It is for the first time that in the history of the existence of everything scientists could decipher the sun’s nuclear fusion. They measured the sort of nuclear fusion happening at the Sun’s core directly.
Scientists Decipher the Sun’s Nuclear Fusion for the First Time https://t.co/wY33bmyRk6 pic.twitter.com/4IDnjqtnlk
— New Samurais (@newsamurais) November 25, 2020
Scientists Decipher the Sun’s Nuclear Fusion for the First Time https://t.co/0gMCf43shd pic.twitter.com/DU5rubOLhR
— Rick Mans (@rickmans) November 26, 2020
The publication of the journal ‘Nature’ of Thursday reveals that our star performs what’s called the carbon-nitrogen-oxygen (CNO) fusion cycle, a process that involves heavier elements than what scientists expected for a star of the Sun’s size.
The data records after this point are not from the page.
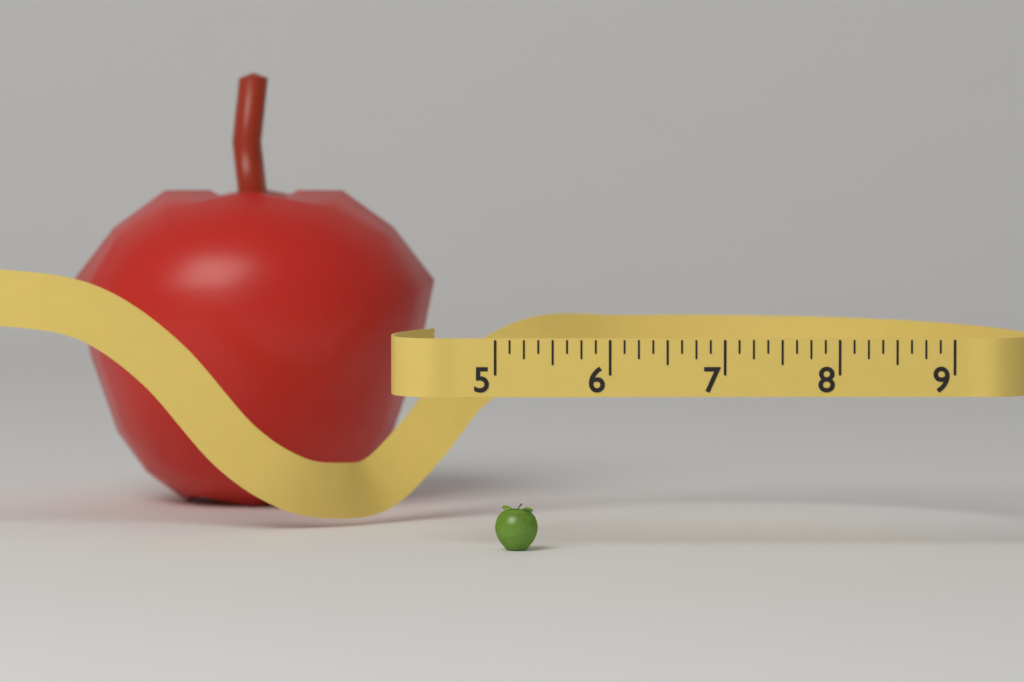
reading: 5.375 (no unit)
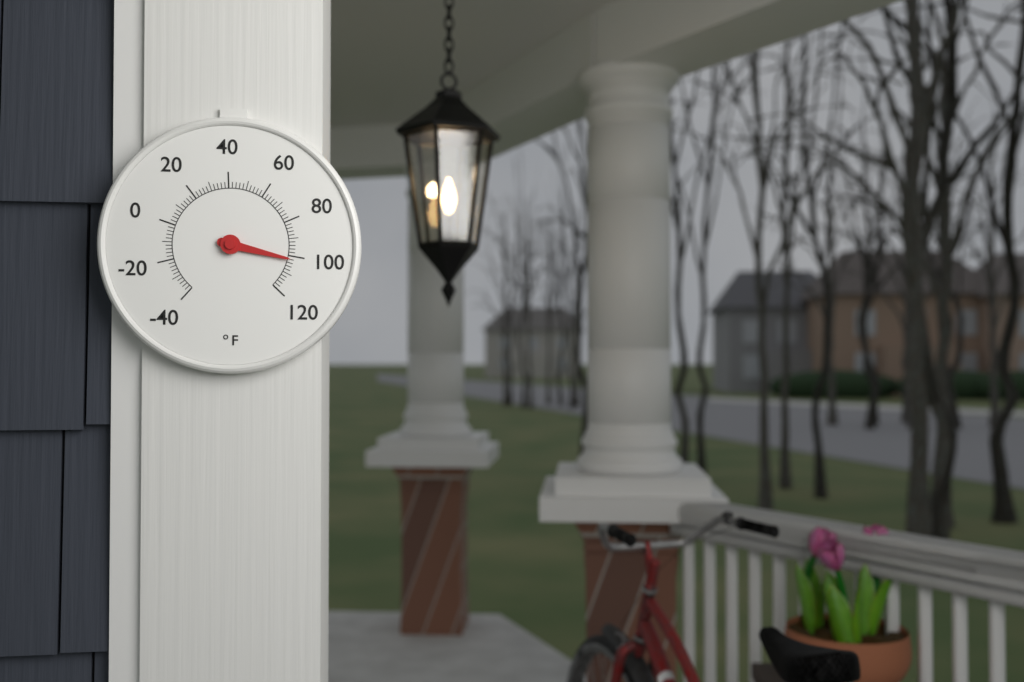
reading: 102 °F
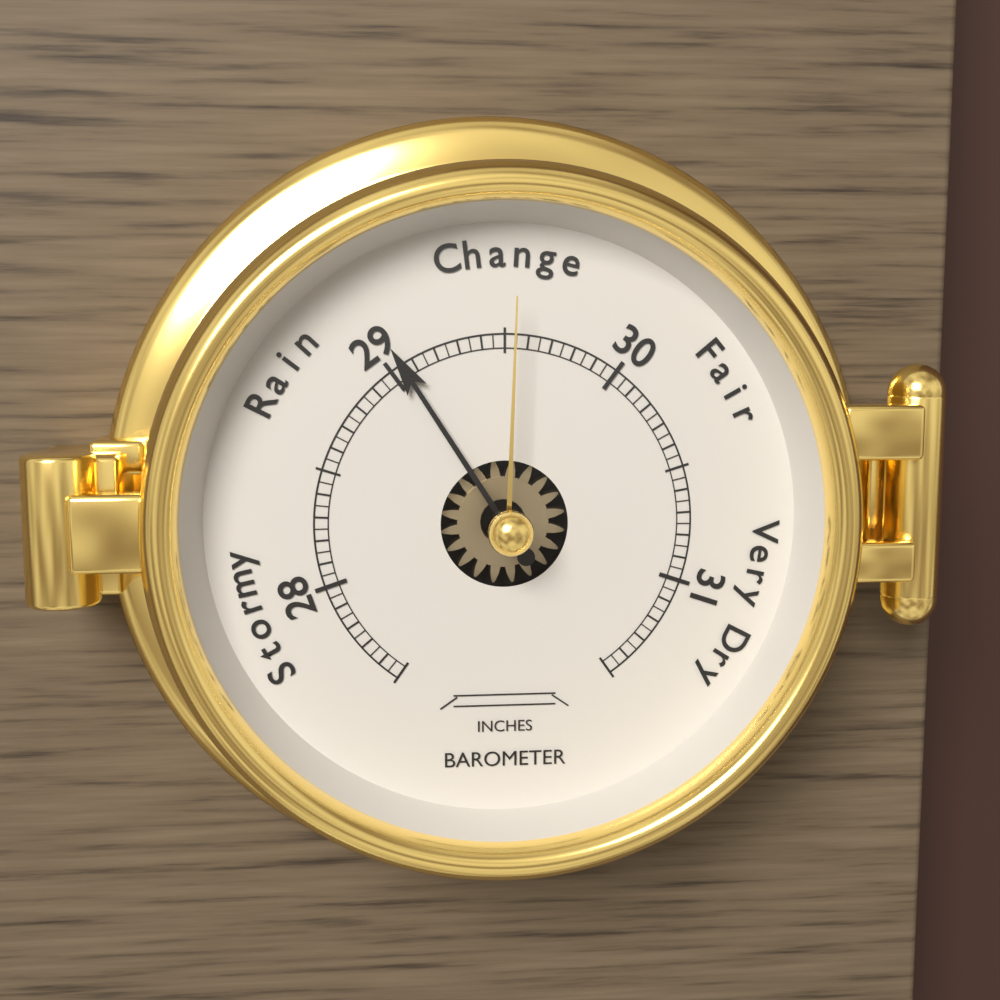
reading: 29.05 inches
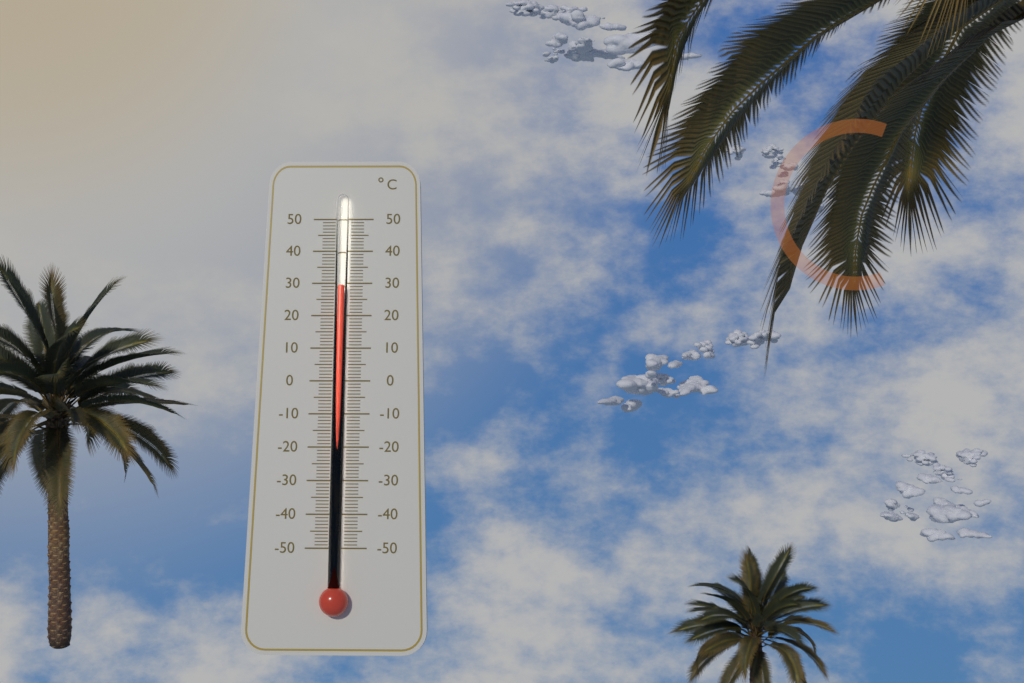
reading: 29 °C
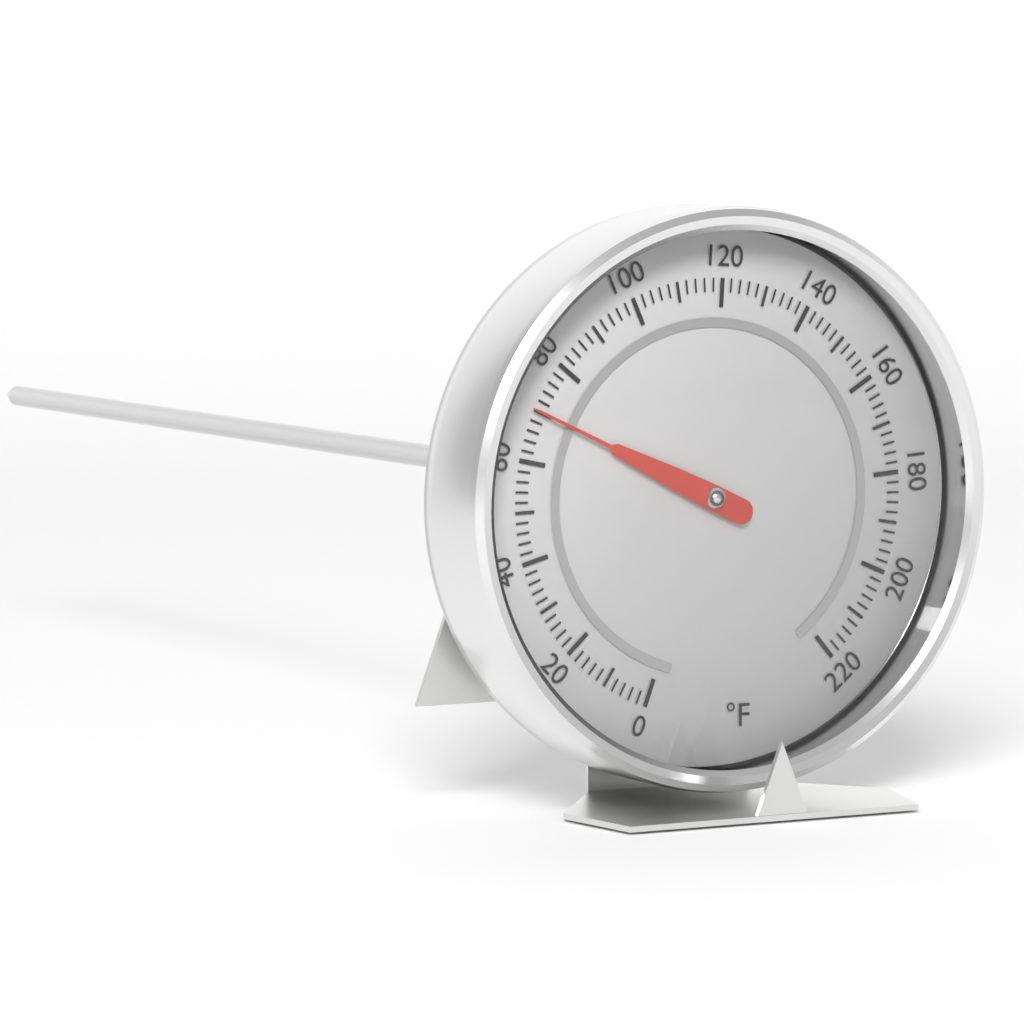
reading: 70 °F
Experimental evidence of neutrinos from the CNO fusion cycle in the Sun – @nature paper: https://t.co/30IZwT5s6l @NatureNews: https://t.co/Z8Sb5BvDoW #physics #neutrino
— Ray Jayawardhana (@DrRayJay) November 25, 2020
In particular, it affirms experimentally that the CNO cycle exists, something researchers haven’t had the option to do since speculating it during the 1930s.
Experimental evidence of neutrinos from the CNO fusion cycle in the Sun – @nature paper: https://t.co/30IZwT5s6l @NatureNews: https://t.co/Z8Sb5BvDoW #physics #neutrino
— Ray Jayawardhana (@DrRayJay) November 25, 2020
37 orbits around our closest continuously burning nuclear fusion reactor complete today.
Fun science fact: The energy being produced this very second will take between 10k to 170k years to escape the Sun’s core.
Here’s to the beginning of orbit 38!
— Chris Shipper (@Thromoking) November 20, 2020
Talking about history
Past endeavors to consider the Sun’s nuclear fusion prompted jumbled information from backhanded sources, as indicated by a University of Massachusetts Amherst public statement. This new investigation, nonetheless, went directly to the source by catching neutrinos: very slippery subatomic particles considered neutrinos that are continually shot by the Sun’s center however typically go straight through the Earth.
“Confirmation of CNO burning in our sun, where it operates at only one percent, reinforces our confidence that we understand how stars work,” UMass Amherst physicist Andrea Pocar said in the release.